We’re piloting continuous monitoring for journal entry testing and user access reviews using an ML-based anomaly detection layer on top of our ERP transaction logs. The system flags exceptions in near real-time and routes them to control owners with recommended actions. Internally, this has been a huge win—we’re catching issues weeks earlier than we did with quarterly sampling, and the finance team is spending way less time chasing screenshots in Q4.
The problem is our external auditors. They’re asking how the model decides what’s an anomaly, what data it’s trained on, and whether we can prove the logic is consistent period-over-period. We’ve been positioning this as a copilot—humans review every flagged transaction and document their decisions—but they want to see an audit trail that shows not just what the system flagged, but why it flagged it. They’re also concerned about model drift and whether the thresholds we set in Q1 are still valid in Q4.
Has anyone successfully walked auditors through an AI-driven control environment? What kind of documentation or explainability framework made them comfortable? And how do you handle the governance piece—do you register every model change, maintain version-controlled decision logic, or something else?
From an internal audit perspective, I’d recommend involving your auditors earlier in the design phase rather than at year-end. We piloted our first AI control with both internal audit and our external firm in the room from day one. They helped shape the control design, the evidence requirements, and the monitoring approach. That upfront collaboration eliminated most of the surprises later and built trust that we weren’t trying to hide complexity behind a black box.
One thing that helped us was using simpler, more interpretable models for high-risk controls. We switched from a complex ensemble model to a decision-tree-based approach for segregation of duties violations. The trade-off in accuracy was minimal, but the explainability jump was huge. Auditors could literally follow the decision path in the tree and understand why a specific user access pattern was flagged.
We went through this exact conversation last year. What worked for us was creating a control narrative document specifically for the AI layer. It included: the business risk being addressed, the data sources feeding the model, the precision thresholds we configured, how we handle false positives, and our monthly model performance reviews. We also built a dashboard that shows auditors the volume of alerts, override rates, and remediation timelines. That transparency helped a lot—they could see we weren’t blindly trusting the system.
Have you formalized your AI inventory yet? We maintain a register of every AI model used in SOX controls, including purpose, data sources, training approach, limitations, and monitoring plan. Each model also has a risk score (low, medium, high) based on its impact and complexity. High-risk models get deeper reviews and more frequent audits. That structure gave our auditors confidence that we were managing this systematically, not ad hoc.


Try it - Scan the entries for the word "black". Every line that has it should be copied.

(Records shown Opens)

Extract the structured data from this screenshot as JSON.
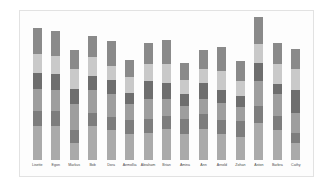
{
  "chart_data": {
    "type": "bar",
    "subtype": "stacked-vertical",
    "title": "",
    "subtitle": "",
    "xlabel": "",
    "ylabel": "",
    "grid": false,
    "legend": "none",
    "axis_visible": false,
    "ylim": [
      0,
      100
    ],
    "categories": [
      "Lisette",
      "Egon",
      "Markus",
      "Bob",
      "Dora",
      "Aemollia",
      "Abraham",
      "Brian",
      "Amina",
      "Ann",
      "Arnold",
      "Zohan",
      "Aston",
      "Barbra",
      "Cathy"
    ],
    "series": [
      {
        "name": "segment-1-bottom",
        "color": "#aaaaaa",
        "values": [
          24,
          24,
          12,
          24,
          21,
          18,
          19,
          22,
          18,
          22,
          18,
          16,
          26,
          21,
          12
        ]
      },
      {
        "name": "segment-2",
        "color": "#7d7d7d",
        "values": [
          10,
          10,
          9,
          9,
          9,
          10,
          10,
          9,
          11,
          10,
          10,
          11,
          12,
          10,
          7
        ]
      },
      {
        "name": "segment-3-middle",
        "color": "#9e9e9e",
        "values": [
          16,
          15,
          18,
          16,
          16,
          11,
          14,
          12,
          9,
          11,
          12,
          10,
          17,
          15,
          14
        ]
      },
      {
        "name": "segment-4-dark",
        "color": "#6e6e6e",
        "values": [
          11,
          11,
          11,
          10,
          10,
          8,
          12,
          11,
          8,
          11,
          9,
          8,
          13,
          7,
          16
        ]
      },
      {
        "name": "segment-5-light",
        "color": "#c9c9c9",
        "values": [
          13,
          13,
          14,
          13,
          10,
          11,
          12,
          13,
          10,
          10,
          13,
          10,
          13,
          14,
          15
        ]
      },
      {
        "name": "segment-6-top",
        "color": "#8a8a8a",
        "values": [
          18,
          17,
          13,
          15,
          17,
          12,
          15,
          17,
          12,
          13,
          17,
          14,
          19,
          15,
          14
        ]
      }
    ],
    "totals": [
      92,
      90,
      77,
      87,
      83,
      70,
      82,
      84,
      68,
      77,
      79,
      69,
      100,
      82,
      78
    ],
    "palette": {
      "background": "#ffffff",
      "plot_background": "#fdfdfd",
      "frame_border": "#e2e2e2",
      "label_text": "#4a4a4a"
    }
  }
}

(Records shown Closes)
(Records shown Opens)

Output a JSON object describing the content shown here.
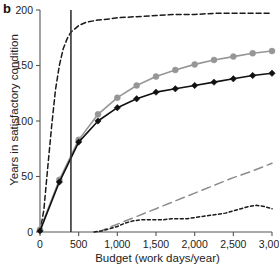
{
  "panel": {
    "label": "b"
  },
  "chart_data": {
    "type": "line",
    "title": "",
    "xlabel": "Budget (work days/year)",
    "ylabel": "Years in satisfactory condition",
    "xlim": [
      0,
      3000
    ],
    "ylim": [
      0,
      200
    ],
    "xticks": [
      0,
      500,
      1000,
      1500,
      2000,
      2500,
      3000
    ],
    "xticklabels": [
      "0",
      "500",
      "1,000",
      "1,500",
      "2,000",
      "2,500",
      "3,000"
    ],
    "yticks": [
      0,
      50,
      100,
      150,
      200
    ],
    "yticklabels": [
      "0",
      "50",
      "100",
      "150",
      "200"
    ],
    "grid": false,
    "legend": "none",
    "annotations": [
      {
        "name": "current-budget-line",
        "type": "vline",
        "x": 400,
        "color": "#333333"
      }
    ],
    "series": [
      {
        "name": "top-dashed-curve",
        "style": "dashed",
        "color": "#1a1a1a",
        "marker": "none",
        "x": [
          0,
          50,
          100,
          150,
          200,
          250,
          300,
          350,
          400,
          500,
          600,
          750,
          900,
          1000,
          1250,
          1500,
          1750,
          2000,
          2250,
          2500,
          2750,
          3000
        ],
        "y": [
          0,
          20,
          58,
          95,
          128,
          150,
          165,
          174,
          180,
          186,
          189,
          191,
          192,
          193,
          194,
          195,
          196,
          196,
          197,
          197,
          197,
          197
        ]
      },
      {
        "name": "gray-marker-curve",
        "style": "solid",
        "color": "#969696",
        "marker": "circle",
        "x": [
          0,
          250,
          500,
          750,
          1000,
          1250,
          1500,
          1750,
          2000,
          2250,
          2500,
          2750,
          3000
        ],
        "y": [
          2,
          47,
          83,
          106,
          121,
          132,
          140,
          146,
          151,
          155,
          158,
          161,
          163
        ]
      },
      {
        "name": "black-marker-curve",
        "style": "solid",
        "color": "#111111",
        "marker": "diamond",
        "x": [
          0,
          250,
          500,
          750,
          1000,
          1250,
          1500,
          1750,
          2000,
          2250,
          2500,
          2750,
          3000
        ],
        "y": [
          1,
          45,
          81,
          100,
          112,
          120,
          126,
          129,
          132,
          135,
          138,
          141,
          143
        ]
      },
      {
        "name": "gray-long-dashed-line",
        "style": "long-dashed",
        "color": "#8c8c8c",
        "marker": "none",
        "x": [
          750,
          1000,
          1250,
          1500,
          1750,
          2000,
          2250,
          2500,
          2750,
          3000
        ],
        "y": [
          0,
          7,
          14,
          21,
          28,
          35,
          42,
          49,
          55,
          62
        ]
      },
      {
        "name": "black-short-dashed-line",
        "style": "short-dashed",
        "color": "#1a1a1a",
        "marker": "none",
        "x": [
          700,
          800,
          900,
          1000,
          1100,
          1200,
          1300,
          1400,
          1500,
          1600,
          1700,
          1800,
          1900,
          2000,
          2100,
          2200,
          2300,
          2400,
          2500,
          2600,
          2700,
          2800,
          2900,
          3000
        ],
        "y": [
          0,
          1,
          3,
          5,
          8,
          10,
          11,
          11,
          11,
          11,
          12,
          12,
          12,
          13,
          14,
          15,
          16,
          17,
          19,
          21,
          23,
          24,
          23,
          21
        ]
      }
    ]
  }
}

(Records shown Closes)

Answer space -
        "name": "black-marker-curve",
        "name": "black-short-dashed-line",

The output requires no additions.